Fall TV Preview - Journeyman - Pilot Training
Journeyman - Pilot - directed by Alex Graves, written by Kevin Falls
Premieres Monday, September 24th, 10pm on NBC/Global
A newspaper journalist Dan Vassar (Kevin McKidd, Rome), (at this point) inexplicably gets sent back in time and discovers he must fix something, fix someone's life. Unfortunately by disappearing to the past, his present life starts falling apart as his wife (Gretchen Egolf), brother (Reed Diamond, one of those character actors you always see around) and boss (Brian Howe) wonder about his constant disappearing acts. Even more unfortunate for Dan, he has no way to control when he gets sent back. He also ends up seeing his former fiance Livia (Moon Bloodgood, Daybreak) in his trips to the past, before she died in a plane crash and before he married his now wife, who had earlier been together with his brother. Yes, a lot of soap opera antics even before the shows started but it's a nice set up with a nice twist to the time travelling genre.
Yes, everyone is comparing this to Quantam Leap but is that such a bad thing? The pilot made it feel a little less Highway to Heaven and more family dramatics and modern, and Kevin McKidd is a strong lead as the Journeyman. I've loved him since I first saw him in Bedroom and Hallways and loved the different characters he plays, despite the fact that he looks like he should always play the straight good man, which he finally does here.
I'm a bit of a sucker for these time travelling shows, and I like that sci-fi element is taken out of the equation in the pilot, and that it really focuses on Dan Vassar figuring out what the hell is going on, and how to fix his current life back home because of his journeys to the past. I'm not sure I like Gretchen Egolf as the wife but that might be on purpose since the pilot seems to set up Livia as the girl to root for, since she's seen only in a romantic notion in Dan's past.
Solid pilot with yet another actor I've been rooting for for years (along with Zachary Levi in Chuck and Lee Pace in Pushing Daisies), and there's a nice set up to string these time travelling jumps together, and there's a nice family drama base to keep us caring about the characters between what could be a plodding "saving someone from the past"-of-the-week premise so typical of what we've come to expect of these types of shows. 3.5 stars (*** 1/2).
2 comments:
I saw the pilot via Comcast On Demand. I agree with your review. It feels like it could be a hit. Here's my one and only issue: the casting feels off to me. I didn't warm to either the wife or the former girlfriend. The cop brother seems like a good fit but why is he the older of the two? I'm not buying that. The actor who plays the son is just too adorable. The seasons between Kevin McKidd and the kid really pulled me in. The female casting was really my only major pet peeve. The rest of the show was great and I'll absolutely watch it.
Oops, meant 'scenes' not 'seasons'-my bad!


§ TASK DESCRIPTION:
I would like every record below transcribed exactly as it is.

━━━━━ TASK INPUT ━━━━━

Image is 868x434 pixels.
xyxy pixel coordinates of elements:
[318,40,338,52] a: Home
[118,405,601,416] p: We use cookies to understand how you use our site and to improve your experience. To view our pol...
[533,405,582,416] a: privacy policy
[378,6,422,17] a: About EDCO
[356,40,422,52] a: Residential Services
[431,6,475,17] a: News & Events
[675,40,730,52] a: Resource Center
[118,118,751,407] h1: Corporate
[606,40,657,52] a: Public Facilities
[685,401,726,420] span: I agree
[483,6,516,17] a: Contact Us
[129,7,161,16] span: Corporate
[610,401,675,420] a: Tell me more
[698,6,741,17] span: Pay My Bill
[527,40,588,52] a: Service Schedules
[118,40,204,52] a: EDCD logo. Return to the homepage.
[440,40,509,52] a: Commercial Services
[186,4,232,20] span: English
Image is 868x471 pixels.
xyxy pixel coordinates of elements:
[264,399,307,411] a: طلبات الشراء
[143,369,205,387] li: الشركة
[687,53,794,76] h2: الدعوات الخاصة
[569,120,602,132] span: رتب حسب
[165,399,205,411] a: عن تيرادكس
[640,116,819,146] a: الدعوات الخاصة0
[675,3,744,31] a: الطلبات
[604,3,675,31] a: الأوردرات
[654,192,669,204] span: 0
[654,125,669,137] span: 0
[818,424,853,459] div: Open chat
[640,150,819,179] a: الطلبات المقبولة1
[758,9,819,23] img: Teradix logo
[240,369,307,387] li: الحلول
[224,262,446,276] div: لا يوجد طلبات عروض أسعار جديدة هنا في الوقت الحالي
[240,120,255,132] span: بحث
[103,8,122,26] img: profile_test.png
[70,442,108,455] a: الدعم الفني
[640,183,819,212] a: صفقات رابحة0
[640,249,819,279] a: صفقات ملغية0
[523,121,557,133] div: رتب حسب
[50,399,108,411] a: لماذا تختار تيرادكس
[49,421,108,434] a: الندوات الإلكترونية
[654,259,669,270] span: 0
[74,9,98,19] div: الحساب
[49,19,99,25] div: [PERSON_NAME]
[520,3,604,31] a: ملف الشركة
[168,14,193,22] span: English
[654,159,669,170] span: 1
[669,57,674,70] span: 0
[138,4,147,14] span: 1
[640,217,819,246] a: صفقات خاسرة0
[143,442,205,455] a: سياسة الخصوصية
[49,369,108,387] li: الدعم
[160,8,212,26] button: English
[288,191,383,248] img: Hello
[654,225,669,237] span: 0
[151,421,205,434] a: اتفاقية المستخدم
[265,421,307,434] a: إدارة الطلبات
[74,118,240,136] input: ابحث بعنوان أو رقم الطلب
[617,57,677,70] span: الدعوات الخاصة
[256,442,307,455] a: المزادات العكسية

━━━━━

§ ANSWER BOX:
Image is 868x434 pixels.
xyxy pixel coordinates of elements:
[318,40,338,52] a: Home
[118,405,601,416] p: We use cookies to understand how you use our site and to improve your experience. To view our pol...
[533,405,582,416] a: privacy policy
[378,6,422,17] a: About EDCO
[356,40,422,52] a: Residential Services
[431,6,475,17] a: News & Events
[675,40,730,52] a: Resource Center
[118,118,751,407] h1: Corporate
[606,40,657,52] a: Public Facilities
[685,401,726,420] span: I agree
[483,6,516,17] a: Contact Us
[129,7,161,16] span: Corporate
[610,401,675,420] a: Tell me more
[698,6,741,17] span: Pay My Bill
[527,40,588,52] a: Service Schedules
[118,40,204,52] a: EDCD logo. Return to the homepage.
[440,40,509,52] a: Commercial Services
[186,4,232,20] span: English
Image is 868x471 pixels.
xyxy pixel coordinates of elements:
[264,399,307,411] a: طلبات الشراء
[143,369,205,387] li: الشركة
[687,53,794,76] h2: الدعوات الخاصة
[569,120,602,132] span: رتب حسب
[165,399,205,411] a: عن تيرادكس
[640,116,819,146] a: الدعوات الخاصة0
[675,3,744,31] a: الطلبات
[604,3,675,31] a: الأوردرات
[654,192,669,204] span: 0
[654,125,669,137] span: 0
[818,424,853,459] div: Open chat
[640,150,819,179] a: الطلبات المقبولة1
[758,9,819,23] img: Teradix logo
[240,369,307,387] li: الحلول
[224,262,446,276] div: لا يوجد طلبات عروض أسعار جديدة هنا في الوقت الحالي
[240,120,255,132] span: بحث
[103,8,122,26] img: profile_test.png
[70,442,108,455] a: الدعم الفني
[640,183,819,212] a: صفقات رابحة0
[640,249,819,279] a: صفقات ملغية0
[523,121,557,133] div: رتب حسب
[50,399,108,411] a: لماذا تختار تيرادكس
[49,421,108,434] a: الندوات الإلكترونية
[654,259,669,270] span: 0
[74,9,98,19] div: الحساب
[49,19,99,25] div: [PERSON_NAME]
[520,3,604,31] a: ملف الشركة
[168,14,193,22] span: English
[654,159,669,170] span: 1
[669,57,674,70] span: 0
[138,4,147,14] span: 1
[640,217,819,246] a: صفقات خاسرة0
[143,442,205,455] a: سياسة الخصوصية
[49,369,108,387] li: الدعم
[160,8,212,26] button: English
[288,191,383,248] img: Hello
[654,225,669,237] span: 0
[151,421,205,434] a: اتفاقية المستخدم
[265,421,307,434] a: إدارة الطلبات
[74,118,240,136] input: ابحث بعنوان أو رقم الطلب
[617,57,677,70] span: الدعوات الخاصة
[256,442,307,455] a: المزادات العكسية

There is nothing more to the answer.